Saturday, April 17, 2010

Electrons: Is there Anything They Can't Do?

When Ben Franklin went out in a thunderstorm and flew his kite, he knew he wanted to capture the power of lightning, but he didn’t know what lightning was made of. He had no idea about ions or electrons. He wanted to prove that lightning was a form of electricity. But he didn’t know what electricity was. But he was the first to recognize that it consisted of positive and negative charges.

A hundred years later, Thomas Edison still knew nothing of electrons, but that didn’t keep him from inventing devices that put them to good use. His electric light bulb, for example, used the flow of electrons in a wire to create a bright glow. The glow is caused by the intense heat produced by the resistance in the wire to the flow of electrons through it.

An electron is the negatively-charged particle that orbits the nucleus of an atom. The nucleus consists of positively-charged protons and neutral neutrons. Electrons have almost no mass. But because they orbit far from the atomic nucleus, they sometimes are able to escape their atomic home and flow freely through the environment. A flow of electrons en masse is what we call electricity.

The flow of electrons is called an electric current. And since Edison’s time, humans have learned how to control and manipulate that flow of electrons in order to accomplish things that neither Franklin nor Edison could have imagined.

We have learned that electrons can be made to move in a wire by exposing that wire to a moving magnetic field. We have also learned how to extract electrons from a chemical reaction, which is how we get batteries. Once electrons are set into motion in a wire, we can do all kinds of beneficial things with them.

One of the simplest things we can make electrons do is produce heat, by sending them through a wire or element that resists their flow. This is useful if we want to produce heat to cook with or to heat our homes. When heat is produced, light can also be produced, since both light and heat are radiation in different parts of the same electromagnetic spectrum. Edison’s challenge was to find a material that would get white hot without losing physical integrity. He found it in the element tungsten.

But electrons can do so much more than produce heat and light. Electrons, since they react to a magnetic field, can also be made to produce a magnetic field.
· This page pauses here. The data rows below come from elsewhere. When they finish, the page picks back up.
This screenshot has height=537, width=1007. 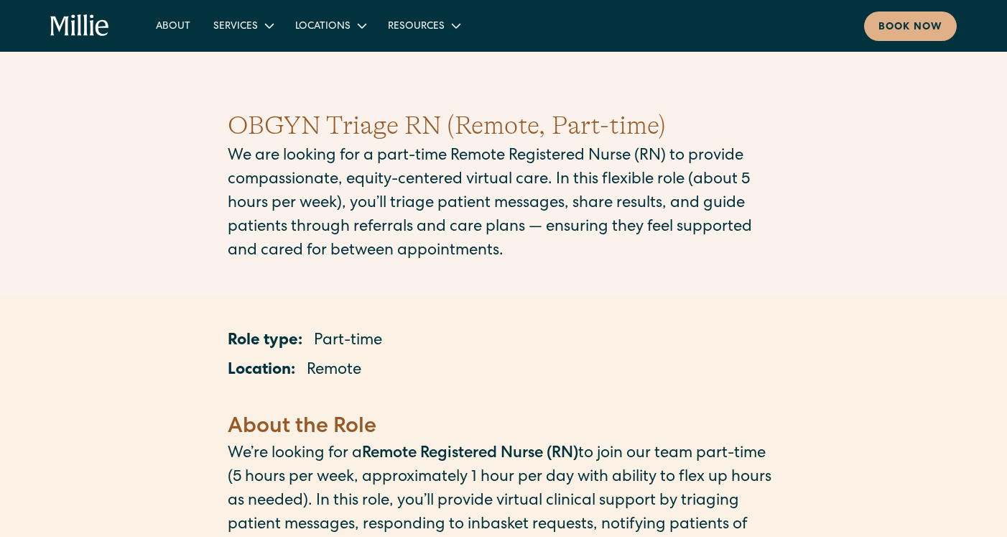 What do you see at coordinates (504, 204) in the screenshot?
I see `p: We are looking for a part-time Remote Registered Nurse (RN) to provide compassionate, equity-cent...` at bounding box center [504, 204].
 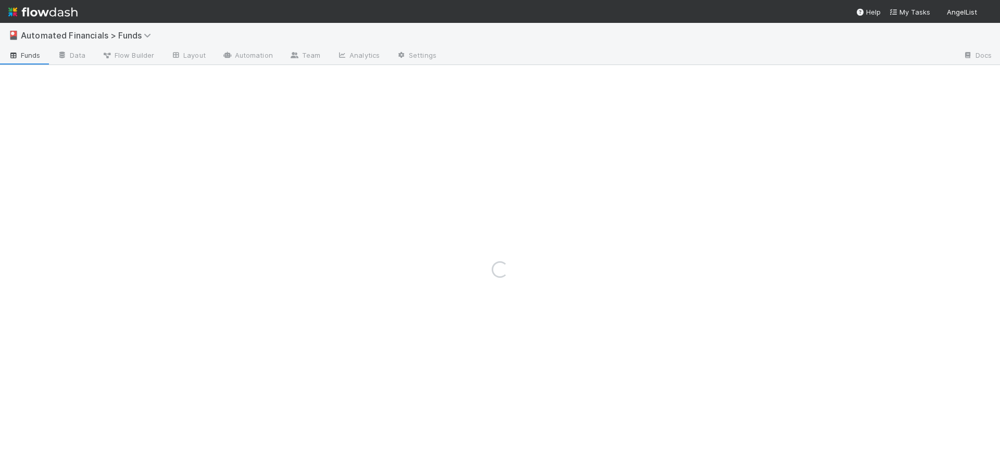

And since magnets can be used to attract certain metals, electromagnets (magnets made by running electrons through a coil of wire) can be used to make metallic wheels spin. Arranging these wheels in a manner that causes them to do beneficial work makes an electric motor.

Using semiconducting elements such as gallium, arsenic, and silicon, we have learned how to control the flow of electrons. We can manipulate the flow of electrons using what are called logic gates. These are similar to switches that allow electrons to flow when turned on or stop the flow when turned off.

By arranging a series of logic gates in complex ways, and by assigning a value such as 1 or 0 to the output, we can use the logic gates to perform any mathematical function. This is the basis for how computers work.

When electrons jump around in an atom, going from one energy level to another in their orbits, they either absorb light or emit it. By causing electrons to absorb energy and then release it at a certain frequency, we can produce specific colors of light. This is how we get light-emitting diodes, or LEDs. We can also use LEDs to produce laser light.

We have learned how to use semiconductors to control how electrons respond to light. In a digital camera, for example, the light that enters the lens strikes an electronic component called a charge coupled device (CCD) or complementary metal oxide semiconductor (CMOS). Photons of light striking either of these devices set electrons in motion in a particular way. This causes an electric charge which can be transmitted out of the capturing device and saved as a picture element (pixel) of a digital image.

Over the past 100 years we have tamed the electron and made it out slave. From the humble beginnings of electric circuits used only to produce light or heat, we now can manipulate the flow of electrons in many ways. We still depend on the flow of electrons to produce our artificial light and in some cases to cook our food and heat our homes. But now electrons do so much more for us.

We rely on them to provide our entertainment by running our television sets, video games, DVD players, and music devices. We also rely on them for our global communication needs. The precise control of electrons within a circuit runs our computers and our cell phones.

In fact, it would be difficult to imagine living in a world without the manipulated flow of electrons. Is there anything they can’t do?